1Memories of Hesse’s childhood garden are told in the story “Der Zyklon” (The Cyclone), in Hermann Hesse, Sämtliche Werke, 20 vols., ed. Volker Michels (Frankfurt am Main: Suhrkamp, 2001–2007) [=SW], vol. 8, 69. Like most children, he disliked pastel colors. Hesse adored the vibrant colors of gladioli, the blue of the heliotrope plants or the phlox, and retained this preference for somewhat loud colors into adulthood.
He drew strength from the ideal of a simple, untouched nature, one far removed from the neoclassical image of nature with its formal paradigms, which was then en vogue; we could more align his view of nature with the ethical and aesthetic ideals of a John Ruskin or a Leo Tolstoy. To make his vision a reality, Hesse and his wife, Maria Bernoulli, settled down in a farmhouse in Gaienhofen, a small village on the shores of Lake Constance. The year was 1904. Hesse published his first novel, Peter Camenzind, which reflected in literary form his need for a more authentic and original life. The book was an extraordinary overnight success amongst younger generations of readers. That success was precisely because of the unconditional and salvaging role nature plays in it: nature here is untouched, it has high mountains and clear skies, and it resists urban depravity and the uncontrolled growth of the modern metropolis.

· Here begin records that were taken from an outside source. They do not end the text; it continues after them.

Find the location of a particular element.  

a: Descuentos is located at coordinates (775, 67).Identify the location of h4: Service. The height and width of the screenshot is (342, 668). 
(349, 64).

In Peter Camenzind there is a general, unspoken yearning for escape from a civilization—equated with modernity—that is perceived as coercive. It is a feeling many artists—from Gaugin to van Gogh—expressed long before Hesse did but which he captured in his simple, yet persuasive language. It also gave expression to the impulse around that time that led to the emergence of several small, alternative communities in Germany and Switzerland. The most famous and certainly one of the more eccentric communities was that of Monte Verità, in the canton of Ticino. The aim of those who founded it was finding an alternative way of life, rejecting the society of the time. Hesse and his wife Maria harbored a similar desire to create a small, self-sufficient little community on the fringes of the society of the time, one that could survive without being dependent on the mechanics of distributing goods and on large-scale consumerism. Arguably, this was an extraordinarily forward-looking undertaking given how it anticipated ways of thinking and feeling that would establish themselves in the decades after his death.

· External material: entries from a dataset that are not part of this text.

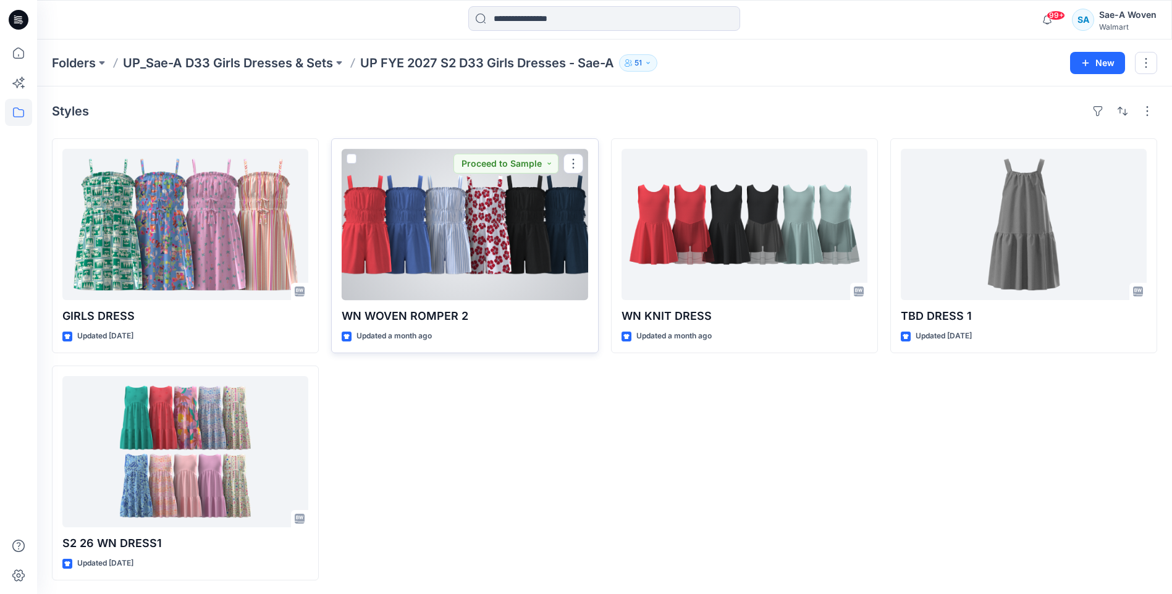 This screenshot has width=1172, height=594. I want to click on a: UP_Sae-A D33 Girls Dresses & Sets, so click(228, 63).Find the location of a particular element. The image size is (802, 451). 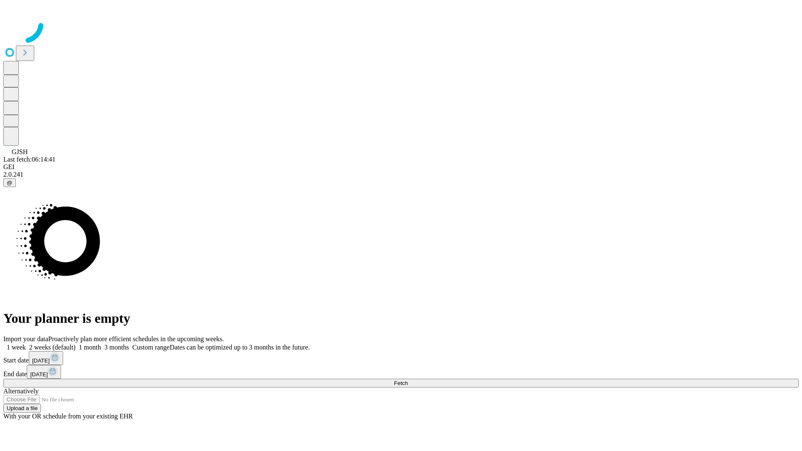

span: 3 months is located at coordinates (117, 347).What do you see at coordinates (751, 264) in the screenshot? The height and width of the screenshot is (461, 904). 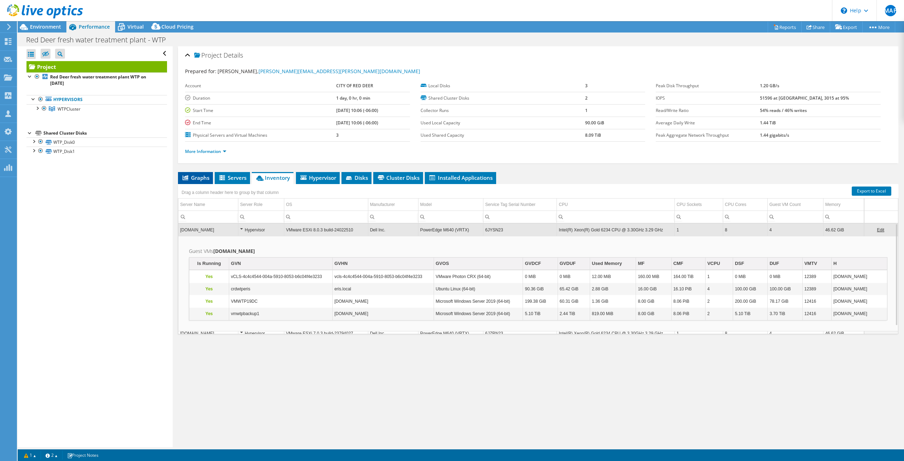 I see `td: DSF Column` at bounding box center [751, 264].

The little house next to the village church in Gaienhofen was surrounded by a piece of land so modest you could barely call it a garden; it was little more than a patch of land with flowers and a couple of current bushes. The following year, after the birth of his son, Hesse was able to buy a piece of land outside of the village, to build a more comfortable home and to create what was to become his first real garden. Hesse set about his garden with great zeal, planting a linden tree, a beech tree, chestnut trees and quite a few fruit trees, as well as vegetables including peas, cauliflowers, and lettuce so as to feed his small family. He also included various types of berries—raspberries and strawberries primarily, which only took up a little space but brought much pleasure. Just along the path leading to the kitchen garden, he planted flowers, principally his beloved sunflowers, but also dahlias, nasturtiums, fuchsias, hollyhocks, and carnations in the remaining spaces.

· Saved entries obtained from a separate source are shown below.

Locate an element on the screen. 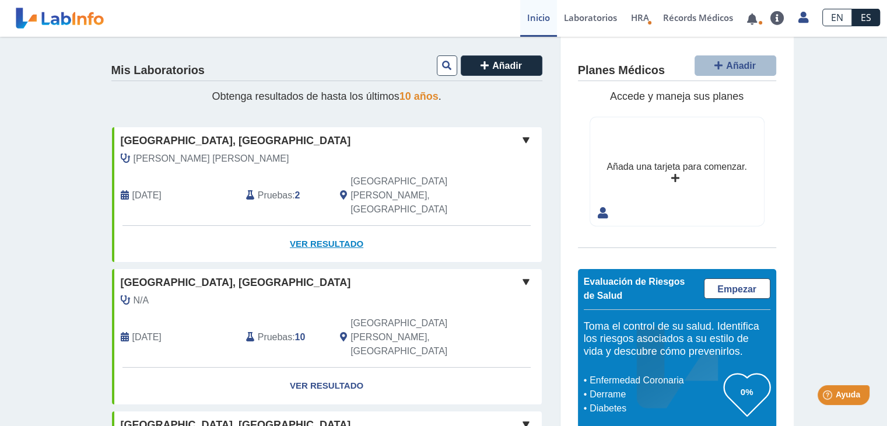  span: Obtenga resultados de hasta los últimos . is located at coordinates (326, 96).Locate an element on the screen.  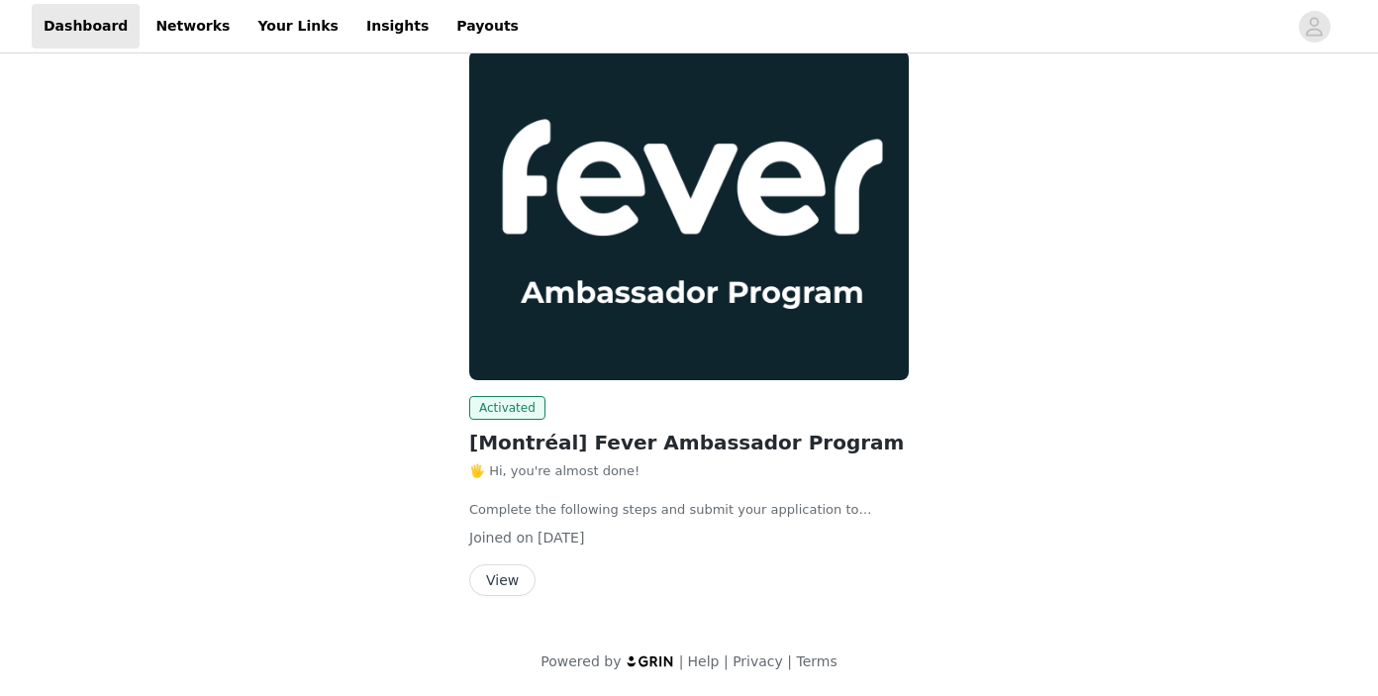
div: avatar is located at coordinates (1314, 27).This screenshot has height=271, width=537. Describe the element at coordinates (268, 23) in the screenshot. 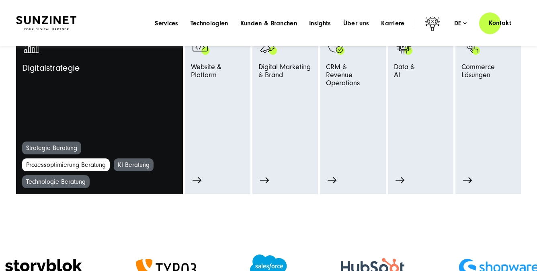

I see `span: Kunden & Branchen` at that location.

2Hermann Hesse, “Am Bodensee,” in Freude am Garten: Betrachtungen, Gedichte und Fotografien; Mit farbigen Aquarellen des Dichters, ed. and with an afterword by Volker Michels (Frankfurt am Main: Suhrkamp, 2012), 29. His favorite colors were the same as those he would go on to paint fifteen or twenty years later in his watercolors, namely, simple, unambiguous colors—shades of red and yellow most of all, the red of the dahlias, and the yellow of the sunflowers. The latter is the perfect flower for making people feel both light and lucky, whilst its seeds provide a simple, nutritious source of food.
Hesse’s love for the “cottage garden” epitomized multiple ideals simultaneously: namely that of moderate cost, that of proximity to nature avoiding anything which is either artificial or contrived, and that of expediency, expressing a preference for common and hardy plants, low-maintenance or even wildflowers.